Foreign aid workers Kidnapped from Kenya rescued

By Cyrus Ombati

Somali government troops rescued four foreign aid workers held hostage inside Somalia, three days after they were kidnapped from a refugee camp in Kenya.

The four were rescued as Kenya said the raid by gunmen at the Dadaab refugee camp raises serious concerns of security there and the country at large.

Reports said the four were rescued in an operation on Sunday night.

"Our forces have rescued the four aid workers kidnapped from Kenya in an overnight rescue operation," Colonel Abdullahi Moalim told Reuters.

"They are healthy and unhurt," he said. The rescue took place in Alibule some 70 kilometers from Afmadow, which is under Kenyan troops.

The four were staff of the Norwegian Refugee Council (NRC. During the kidnapping on Friday one person was shot dead and another seriously wounded by the armed gunmen who raided Dadaab's Ifo II camp in northern Kenya.

The deceased was a driver of one of the vehicles that was carrying the aid workers working for the Norwegian Refugee Council.

Camp security

Acting internal security minister Yusuf Haji said the attack raises serious concerns about the security of the camp given it holds refugees.

“The attack raises serious concerns about the security of the camps because it seems the attackers had been there as refugees,” he said in Nairobi.

He said the government is “seriously thinking” about the refugee camp inside Kenya.

Police said the kidnapped victims were from Canadia Norway, Pakistan and the Philippines.

Medical officials with the German government aid agency GIZ said a driver with Norwegian Refugee Council (NRC) had died and two others were wounded in the attack, which took place in the sprawling Ifo 2 camp.

The incident happened at about 11.15am on Friday as the aid workers drove in two vehicles.

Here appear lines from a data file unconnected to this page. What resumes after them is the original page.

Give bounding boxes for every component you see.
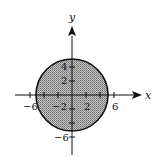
y-tick-label-4: 4 — [61, 61, 67, 72]
y-axis-arrow-icon — [68, 26, 76, 36]
y-tick-label-2: 2 — [61, 75, 67, 86]
x-tick-label-neg2: −2 — [52, 101, 67, 112]
y-axis-label: y — [68, 11, 76, 24]
y-tick-label-neg6: −6 — [54, 132, 69, 143]
x-tick-label-neg6: −6 — [23, 101, 38, 112]
x-tick-label-2: 2 — [84, 101, 90, 112]
x-tick-label-6: 6 — [112, 101, 118, 112]
disk-diagram: y x −6 −2 2 6 4 2 −6 — [0, 0, 157, 164]
x-axis-label: x — [145, 89, 152, 102]
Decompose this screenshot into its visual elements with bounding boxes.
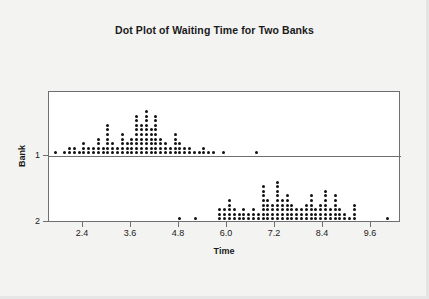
x-axis-title: Time	[48, 246, 400, 256]
data-dot	[159, 142, 162, 145]
data-dot	[183, 151, 186, 154]
data-dot	[73, 147, 76, 150]
y-axis-tick-label: 1	[35, 150, 40, 160]
data-dot	[233, 217, 236, 220]
data-dot	[154, 142, 157, 145]
data-dot	[324, 199, 327, 202]
x-axis-tick	[226, 222, 227, 227]
x-axis-tick	[82, 222, 83, 227]
data-dot	[63, 151, 66, 154]
data-dot	[290, 217, 293, 220]
data-dot	[262, 185, 265, 188]
dot-column	[242, 208, 246, 222]
data-dot	[140, 124, 143, 127]
dot-column	[87, 147, 91, 156]
data-dot	[257, 213, 260, 216]
data-dot	[262, 213, 265, 216]
data-dot	[252, 208, 255, 211]
data-dot	[154, 128, 157, 131]
y-axis-tick-label: 2	[35, 216, 40, 226]
data-dot	[353, 204, 356, 207]
dot-column	[115, 147, 119, 156]
data-dot	[319, 204, 322, 207]
data-dot	[262, 208, 265, 211]
dot-column	[101, 147, 105, 156]
data-dot	[140, 147, 143, 150]
data-dot	[290, 204, 293, 207]
data-dot	[106, 138, 109, 141]
data-dot	[324, 190, 327, 193]
data-dot	[102, 147, 105, 150]
dot-column	[319, 204, 323, 222]
data-dot	[169, 151, 172, 154]
data-dot	[54, 151, 57, 154]
data-dot	[150, 142, 153, 145]
data-dot	[329, 217, 332, 220]
data-dot	[276, 217, 279, 220]
data-dot	[68, 147, 71, 150]
data-dot	[271, 217, 274, 220]
data-dot	[228, 213, 231, 216]
dot-column	[72, 147, 76, 156]
data-dot	[228, 217, 231, 220]
data-dot	[198, 151, 201, 154]
y-axis-tick	[43, 221, 48, 222]
data-dot	[82, 147, 85, 150]
data-dot	[188, 147, 191, 150]
data-dot	[97, 147, 100, 150]
data-dot	[286, 217, 289, 220]
data-dot	[135, 119, 138, 122]
data-dot	[97, 151, 100, 154]
dot-column	[91, 147, 95, 156]
data-dot	[121, 151, 124, 154]
data-dot	[286, 204, 289, 207]
data-dot	[73, 151, 76, 154]
data-dot	[174, 147, 177, 150]
dot-column	[67, 147, 71, 156]
data-dot	[305, 204, 308, 207]
data-dot	[242, 213, 245, 216]
data-dot	[271, 208, 274, 211]
data-dot	[106, 147, 109, 150]
data-dot	[295, 213, 298, 216]
data-dot	[334, 208, 337, 211]
dot-column	[120, 133, 124, 156]
dot-column	[237, 213, 241, 222]
data-dot	[218, 213, 221, 216]
data-dot	[188, 151, 191, 154]
data-dot	[228, 199, 231, 202]
dot-column	[280, 199, 284, 222]
dot-column	[290, 204, 294, 222]
data-dot	[111, 151, 114, 154]
data-dot	[223, 213, 226, 216]
plot-area	[48, 91, 400, 222]
data-dot	[145, 119, 148, 122]
data-dot	[135, 133, 138, 136]
data-dot	[324, 194, 327, 197]
data-dot	[314, 217, 317, 220]
data-dot	[212, 151, 215, 154]
data-dot	[174, 133, 177, 136]
data-dot	[334, 217, 337, 220]
data-dot	[159, 138, 162, 141]
data-dot	[126, 151, 129, 154]
data-dot	[178, 142, 181, 145]
dot-column	[328, 208, 332, 222]
data-dot	[150, 128, 153, 131]
data-dot	[145, 128, 148, 131]
data-dot	[276, 181, 279, 184]
data-dot	[238, 213, 241, 216]
data-dot	[154, 151, 157, 154]
data-dot	[154, 133, 157, 136]
dot-column	[149, 128, 153, 156]
data-dot	[242, 217, 245, 220]
data-dot	[194, 217, 197, 220]
dot-column	[130, 138, 134, 156]
x-axis-tick-label: 3.6	[124, 228, 137, 238]
data-dot	[111, 147, 114, 150]
data-dot	[324, 217, 327, 220]
data-dot	[154, 119, 157, 122]
dot-column	[139, 124, 143, 156]
data-dot	[145, 151, 148, 154]
data-dot	[140, 138, 143, 141]
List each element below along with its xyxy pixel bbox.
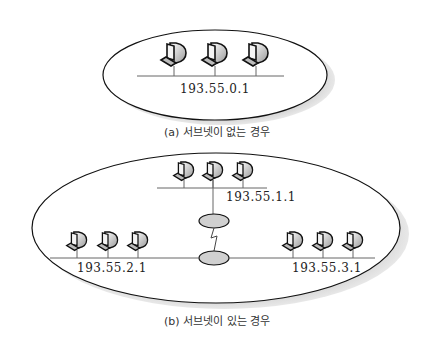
- subnet-right-address: 193.55.3.1: [292, 261, 362, 275]
- subnet-top-address: 193.55.1.1: [226, 190, 296, 204]
- caption-b: (b) 서브넷이 있는 경우: [164, 315, 270, 328]
- subnet-left-address: 193.55.2.1: [77, 261, 147, 275]
- router-bottom: [199, 251, 229, 265]
- figure-a: 193.55.0.1: [103, 30, 335, 125]
- caption-a: (a) 서브넷이 없는 경우: [164, 126, 270, 139]
- network-a-address: 193.55.0.1: [180, 82, 250, 96]
- figure-b: 193.55.1.1 193.55.2.1: [32, 153, 409, 309]
- router-top: [199, 214, 229, 228]
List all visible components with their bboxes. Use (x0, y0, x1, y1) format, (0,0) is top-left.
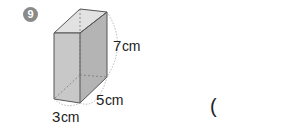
answer-open-paren: ( (210, 95, 217, 118)
rectangular-prism-figure (0, 0, 293, 139)
height-label: 7cm (113, 37, 140, 54)
depth-label: 5cm (96, 91, 123, 108)
width-label: 3cm (52, 108, 79, 125)
prism-front-face (54, 33, 80, 103)
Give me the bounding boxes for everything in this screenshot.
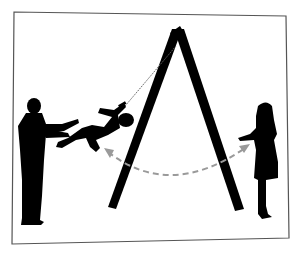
swing-illustration — [0, 0, 301, 258]
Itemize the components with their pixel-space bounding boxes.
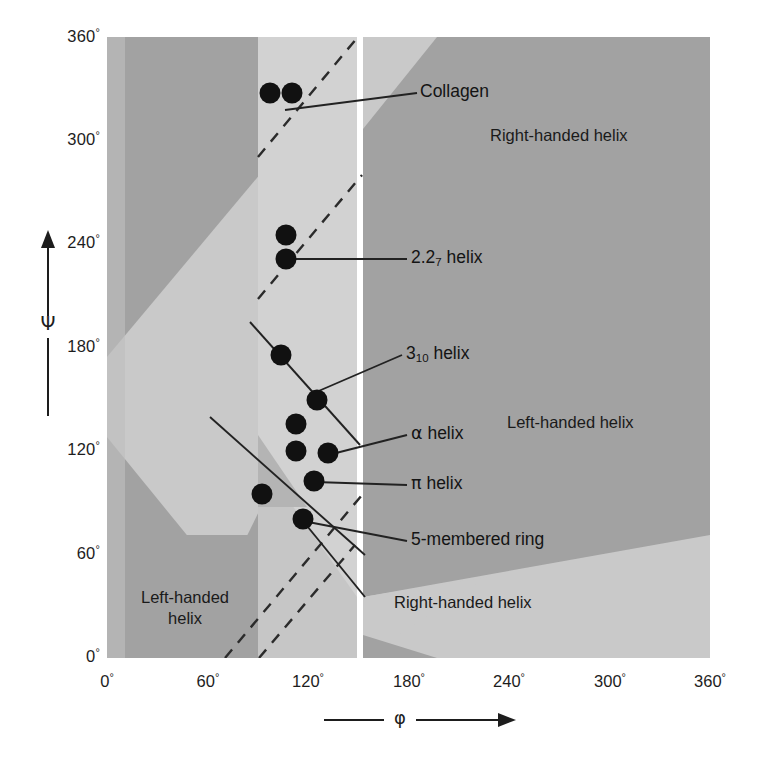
annotation-helix-alpha-tail: helix — [423, 423, 464, 443]
annotation-helix-pi-glyph: π — [411, 473, 422, 493]
x-tick-240: 240° — [469, 672, 549, 691]
x-tick-value: 0 — [100, 672, 109, 690]
x-tick-60: 60° — [168, 672, 248, 691]
annotation-helix-310-sub: 10 — [416, 352, 429, 364]
x-tick-value: 60 — [197, 672, 215, 690]
region-label-left-handed-helix-right: Left-handed helix — [507, 412, 634, 433]
degree-symbol: ° — [421, 671, 425, 683]
annotation-helix-pi-tail: helix — [422, 473, 463, 493]
y-tick-0: 0° — [38, 647, 100, 666]
x-tick-360: 360° — [670, 672, 750, 691]
y-tick-value: 0 — [86, 647, 95, 665]
y-tick-value: 300 — [67, 130, 95, 148]
x-tick-300: 300° — [570, 672, 650, 691]
region-label-left-handed-helix-lower: Left-handed helix — [120, 587, 250, 629]
degree-symbol: ° — [521, 671, 525, 683]
annotation-helix-227-sub: 7 — [435, 256, 441, 268]
annotation-helix-alpha-glyph: α — [411, 423, 423, 443]
data-point-near-alpha-up[interactable] — [286, 414, 307, 435]
x-axis-ticks: 0° 60° 120° 180° 240° 300° 360° — [0, 672, 758, 702]
x-axis-title-glyph: φ — [382, 707, 418, 728]
plot-area: Right-handed helix Left-handed helix Rig… — [107, 37, 710, 658]
annotation-helix-310: 310 helix — [406, 345, 469, 363]
degree-symbol: ° — [95, 232, 100, 244]
degree-symbol: ° — [95, 26, 100, 38]
y-tick-value: 120 — [67, 440, 95, 458]
data-point-helix-alpha[interactable] — [318, 443, 339, 464]
region-label-left-handed-helix-lower-line2: helix — [120, 608, 250, 629]
y-tick-300: 300° — [38, 130, 100, 149]
degree-symbol: ° — [320, 671, 324, 683]
y-tick-value: 60 — [77, 544, 96, 562]
y-axis-title: Ψ — [28, 228, 68, 428]
data-point-helix-pi[interactable] — [304, 471, 325, 492]
annotation-5-membered-ring: 5-membered ring — [411, 531, 544, 549]
annotation-helix-alpha: α helix — [411, 425, 463, 443]
data-point-5-membered-ring[interactable] — [293, 509, 314, 530]
region-label-right-handed-helix-upper: Right-handed helix — [490, 125, 628, 146]
x-tick-120: 120° — [268, 672, 348, 691]
x-tick-value: 300 — [594, 672, 622, 690]
degree-symbol: ° — [95, 543, 100, 555]
annotation-helix-227-tail: helix — [442, 247, 483, 267]
x-tick-value: 180 — [393, 672, 421, 690]
band-white-separator — [357, 37, 363, 658]
degree-symbol: ° — [722, 671, 726, 683]
y-axis-title-glyph: Ψ — [28, 312, 68, 334]
y-tick-360: 360° — [38, 27, 100, 46]
annotation-helix-pi: π helix — [411, 475, 462, 493]
data-point-alpha-left[interactable] — [286, 441, 307, 462]
x-tick-value: 120 — [292, 672, 320, 690]
data-point-left-of-310[interactable] — [271, 345, 292, 366]
region-label-left-handed-helix-lower-line1: Left-handed — [120, 587, 250, 608]
x-tick-value: 240 — [493, 672, 521, 690]
degree-symbol: ° — [109, 671, 113, 683]
degree-symbol: ° — [95, 336, 100, 348]
annotation-collagen: Collagen — [420, 83, 489, 101]
x-tick-value: 360 — [694, 672, 722, 690]
region-label-right-handed-helix-lower: Right-handed helix — [394, 592, 532, 613]
y-tick-60: 60° — [38, 544, 100, 563]
data-point-lower-left[interactable] — [252, 484, 273, 505]
annotation-helix-227-main: 2.2 — [411, 247, 435, 267]
data-point-upper-unnamed[interactable] — [276, 225, 297, 246]
y-tick-value: 240 — [67, 233, 95, 251]
annotation-helix-310-main: 3 — [406, 343, 416, 363]
annotation-helix-227: 2.27 helix — [411, 249, 483, 267]
data-point-helix-310[interactable] — [307, 390, 328, 411]
x-tick-0: 0° — [67, 672, 147, 691]
y-tick-120: 120° — [38, 440, 100, 459]
data-point-collagen-right[interactable] — [282, 83, 303, 104]
ramachandran-plot-figure: Right-handed helix Left-handed helix Rig… — [0, 0, 758, 764]
x-axis-title: φ — [320, 706, 520, 734]
x-tick-180: 180° — [369, 672, 449, 691]
data-point-collagen-left[interactable] — [260, 83, 281, 104]
degree-symbol: ° — [95, 646, 100, 658]
y-tick-value: 180 — [67, 337, 95, 355]
degree-symbol: ° — [95, 129, 100, 141]
annotation-helix-310-tail: helix — [429, 343, 470, 363]
y-tick-value: 360 — [67, 27, 95, 45]
x-axis-arrow-icon — [320, 706, 520, 734]
degree-symbol: ° — [215, 671, 219, 683]
degree-symbol: ° — [622, 671, 626, 683]
degree-symbol: ° — [95, 439, 100, 451]
data-point-helix-227[interactable] — [276, 249, 297, 270]
region-left-edge-shade — [107, 37, 125, 658]
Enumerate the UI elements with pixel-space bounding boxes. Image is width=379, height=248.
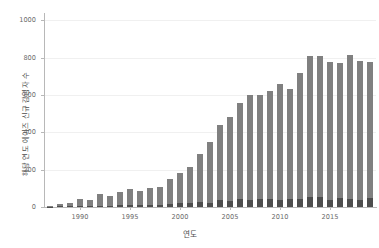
bar (347, 55, 353, 207)
bar-segment-upper (307, 56, 313, 197)
x-tick-mark (180, 207, 181, 210)
x-tick-mark (330, 207, 331, 210)
bar-segment-upper (317, 56, 323, 198)
bar-segment-lower (227, 201, 233, 207)
bar (97, 194, 103, 207)
bar (197, 154, 203, 207)
bar (157, 187, 163, 207)
bar-segment-lower (237, 199, 243, 207)
bar-segment-lower (307, 197, 313, 207)
y-axis-label: 해당 연도 에이즈 신규 감염자 수 (20, 39, 30, 209)
chart-container: 해당 연도 에이즈 신규 감염자 수 연도 02004006008001000 … (0, 0, 379, 248)
bar-segment-upper (247, 95, 253, 201)
x-axis-label: 연도 (0, 228, 379, 239)
bar (357, 61, 363, 207)
bar-segment-upper (237, 103, 243, 199)
bar (307, 56, 313, 207)
bar-segment-upper (127, 189, 133, 205)
bar (277, 84, 283, 207)
bar-segment-lower (297, 199, 303, 207)
bar-segment-upper (137, 191, 143, 206)
bar (237, 103, 243, 207)
bar-segment-lower (187, 203, 193, 207)
bar-segment-lower (217, 200, 223, 207)
bar-segment-lower (167, 204, 173, 207)
bar-segment-upper (327, 62, 333, 200)
bar (87, 200, 93, 207)
bar-segment-lower (337, 198, 343, 207)
bar-segment-lower (257, 199, 263, 207)
bar-segment-lower (277, 200, 283, 207)
bar-segment-upper (117, 192, 123, 205)
bar-segment-lower (367, 198, 373, 207)
x-tick-label: 2000 (165, 213, 195, 221)
bar (227, 117, 233, 207)
y-tick-label: 400 (10, 128, 36, 136)
bar (267, 91, 273, 207)
y-tick-label: 600 (10, 91, 36, 99)
bar-segment-upper (347, 55, 353, 198)
bar-segment-lower (87, 206, 93, 207)
bar-segment-upper (257, 95, 263, 199)
y-tick-label: 200 (10, 166, 36, 174)
bar (247, 95, 253, 207)
bar-segment-lower (107, 206, 113, 207)
bar (77, 199, 83, 207)
bar-segment-upper (297, 73, 303, 199)
x-tick-mark (80, 207, 81, 210)
bar-segment-upper (197, 154, 203, 202)
x-tick-label: 2010 (265, 213, 295, 221)
bar-segment-lower (117, 205, 123, 207)
bar (177, 173, 183, 207)
y-tick-label: 0 (10, 203, 36, 211)
bar-segment-upper (187, 167, 193, 202)
bar (137, 191, 143, 207)
bar-segment-upper (357, 61, 363, 200)
bar (257, 95, 263, 207)
bar-segment-upper (217, 125, 223, 200)
y-tick-label: 1000 (10, 16, 36, 24)
x-tick-mark (130, 207, 131, 210)
bar-segment-upper (337, 63, 343, 198)
bar-segment-lower (207, 203, 213, 207)
x-axis-line (44, 207, 377, 208)
y-tick-label: 800 (10, 54, 36, 62)
bar-segment-upper (107, 196, 113, 205)
bar (107, 196, 113, 207)
x-tick-label: 2015 (315, 213, 345, 221)
bar-segment-lower (137, 205, 143, 207)
bar-segment-lower (327, 200, 333, 207)
bar-segment-upper (177, 173, 183, 202)
bar (127, 189, 133, 207)
bar-segment-upper (267, 91, 273, 199)
bar (47, 206, 53, 207)
x-tick-mark (280, 207, 281, 210)
bar-segment-upper (97, 194, 103, 206)
bar-segment-upper (227, 117, 233, 201)
bar (147, 188, 153, 207)
bar (207, 142, 213, 207)
bar (67, 203, 73, 207)
bar-segment-lower (127, 205, 133, 207)
bar-segment-lower (177, 203, 183, 207)
bar-segment-lower (247, 200, 253, 207)
x-tick-label: 2005 (215, 213, 245, 221)
bar-segment-lower (197, 202, 203, 207)
bar-segment-lower (317, 197, 323, 207)
bar (117, 192, 123, 207)
bar (217, 125, 223, 207)
bar-segment-upper (287, 89, 293, 199)
x-tick-label: 1995 (115, 213, 145, 221)
bar (297, 73, 303, 207)
bar-segment-lower (287, 199, 293, 207)
bar-segment-lower (67, 206, 73, 207)
bar (187, 167, 193, 207)
x-tick-label: 1990 (65, 213, 95, 221)
bar (337, 63, 343, 207)
bar-segment-lower (267, 199, 273, 207)
x-tick-mark (230, 207, 231, 210)
bar (167, 179, 173, 207)
bar-segment-lower (157, 205, 163, 207)
bar-segment-lower (347, 199, 353, 207)
bar-segment-lower (147, 205, 153, 207)
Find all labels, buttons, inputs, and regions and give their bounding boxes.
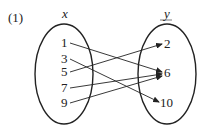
domain-set-name: x [61,6,68,21]
mapping-diagram: (1) x y 1 3 5 7 9 2 6 10 [0,0,204,130]
codomain-element-10: 10 [160,95,173,110]
domain-element-1: 1 [61,35,68,50]
codomain-element-6: 6 [164,65,171,80]
codomain-set-name: y [162,6,170,21]
problem-label: (1) [8,10,23,25]
arrow-9-to-6 [70,76,162,103]
domain-element-9: 9 [61,95,68,110]
domain-element-5: 5 [61,64,68,79]
domain-element-7: 7 [61,80,68,95]
arrow-7-to-6 [70,74,162,88]
codomain-element-2: 2 [164,36,171,51]
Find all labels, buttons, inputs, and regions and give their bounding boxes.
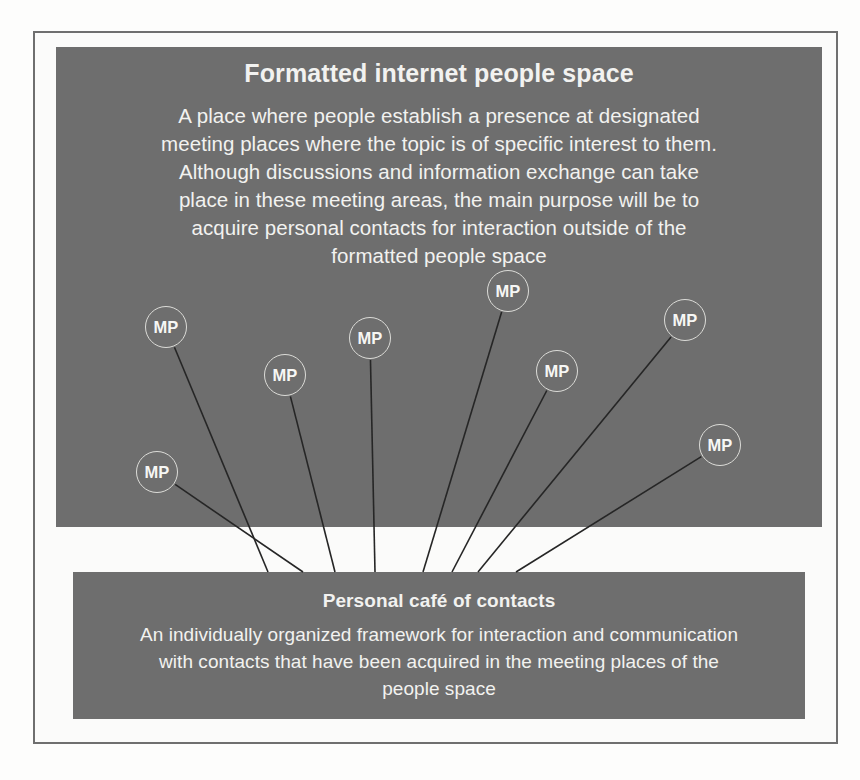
people-space-description: A place where people establish a presenc… xyxy=(159,88,719,270)
meeting-place-node-label: MP xyxy=(707,436,732,455)
personal-cafe-description: An individually organized framework for … xyxy=(139,612,739,703)
meeting-place-node-label: MP xyxy=(153,318,178,337)
meeting-place-node-label: MP xyxy=(672,311,697,330)
meeting-place-node[interactable]: MP xyxy=(664,299,706,341)
personal-cafe-panel: Personal café of contacts An individuall… xyxy=(73,572,805,719)
meeting-place-node-label: MP xyxy=(495,282,520,301)
meeting-place-node-label: MP xyxy=(544,362,569,381)
meeting-place-node[interactable]: MP xyxy=(136,451,178,493)
meeting-place-node[interactable]: MP xyxy=(349,317,391,359)
meeting-place-node-label: MP xyxy=(357,329,382,348)
people-space-title: Formatted internet people space xyxy=(56,47,822,88)
meeting-place-node-label: MP xyxy=(272,366,297,385)
diagram-canvas: Formatted internet people space A place … xyxy=(0,0,860,780)
personal-cafe-title: Personal café of contacts xyxy=(73,572,805,612)
meeting-place-node[interactable]: MP xyxy=(264,354,306,396)
meeting-place-node[interactable]: MP xyxy=(699,424,741,466)
meeting-place-node[interactable]: MP xyxy=(536,350,578,392)
meeting-place-node-label: MP xyxy=(144,463,169,482)
meeting-place-node[interactable]: MP xyxy=(487,270,529,312)
meeting-place-node[interactable]: MP xyxy=(145,306,187,348)
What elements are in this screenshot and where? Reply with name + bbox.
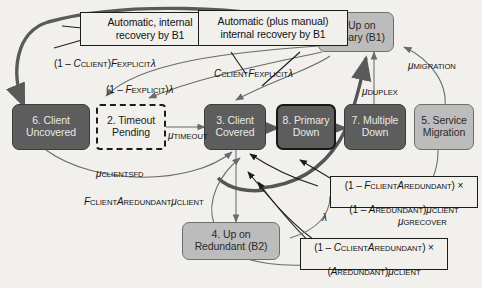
callout-automatic-plus-manual-recovery: Automatic (plus manual) internal recover… (198, 10, 348, 46)
state-3-client-covered[interactable]: 3. Client Covered (204, 104, 266, 150)
state-6-client-uncovered[interactable]: 6. Client Uncovered (12, 104, 90, 150)
formula-fclient-line1: (1 – FCLIENTAREDUNDANT) × (1 – AREDUNDAN… (345, 168, 463, 216)
state-2-timeout-pending[interactable]: 2. Timeout Pending (96, 104, 166, 150)
formula-cclient-line1: (1 – CCLIENTAREDUNDANT) × (AREDUNDANT)μC… (314, 230, 434, 278)
edge-label-one-minus-cclient-fexplicit-lambda: (1 – CCLIENT)FEXPLICITλ (54, 58, 156, 69)
edge-label-mu-timeout: μTIMEOUT (168, 130, 208, 141)
state-7-multiple-down[interactable]: 7. Multiple Down (344, 104, 406, 150)
state-4-up-on-redundant[interactable]: 4. Up on Redundant (B2) (182, 222, 280, 260)
diagram-canvas: Automatic, internal recovery by B1 Autom… (0, 0, 482, 288)
edge-label-mu-duplex: μDUPLEX (362, 86, 398, 97)
edge-label-mu-clientsfd: μCLIENTSFD (96, 168, 144, 179)
edge-label-lambda: λ (322, 212, 327, 223)
formula-box-fclient-aredundant: (1 – FCLIENTAREDUNDANT) × (1 – AREDUNDAN… (330, 176, 478, 208)
state-8-primary-down[interactable]: 8. Primary Down (276, 104, 336, 150)
state-5-service-migration[interactable]: 5. Service Migration (414, 104, 474, 150)
edge-label-mu-migration: μMIGRATION (408, 60, 456, 71)
edge-label-fclient-aredundant-muclient: FCLIENTAREDUNDANTμCLIENT (84, 196, 204, 207)
edge-label-one-minus-fexplicit-lambda: (1 – FEXPLICIT)λ (106, 84, 173, 95)
edge-label-mu-grecover: μGRECOVER (398, 216, 447, 227)
edge-label-cclient-fexplicit-lambda: CCLIENTFEXPLICITλ (214, 68, 293, 79)
formula-box-cclient-aredundant: (1 – CCLIENTAREDUNDANT) × (AREDUNDANT)μC… (300, 238, 448, 270)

A senior official from NRC had visited the camp then.

Witnesses told police the attackers were armed with pistols and they shot one of the drivers in the head killing him instantly before injuring the second one which forced the other occupants of the Landcruisers to surrender.

They then took control of the vehicles before they abandoned one and drove off with the other one with police in hot pursuit.

But the second car was found abandoned several kilometers away from the camp with the kidnapped missing.

Aid workers are usually given police escorts in the camps but the NRC group prefers operating without one.

 

 

 

 

The kidnapping is the latest in a series of attacks in the giant Dadaab camp, where gunmen last October seized two Spaniards working for Medecins sans Frontieres (Doctors Without Borders), Montserrat Serra and Blanca Thiebaut.

They are still being held hostage in Somalia.

The kidnapping of the Spaniards was one of the incidents that spurred Kenya to send troops and tanks into Somalia to fight the Al-Qaeda-linked Shebab insurgents Nairobi blames for abductions as well as for cross-border raids.

The Dadaab complex is the world's largest camp with more than 465,000 inhabitants at the end of May, constituting Kenya's third-biggest town.

Ashabaa still control large parts of southern Somalia, despite recent losses to African Union troops, government forces and Ethiopian soldiers, who have wrested several key bases from the insurgents.

Kenya, which invaded southern Somalia in October before joining the AU force, has a heavy troop presence some 120 kilometres (75 miles) into Somalia from their frontier.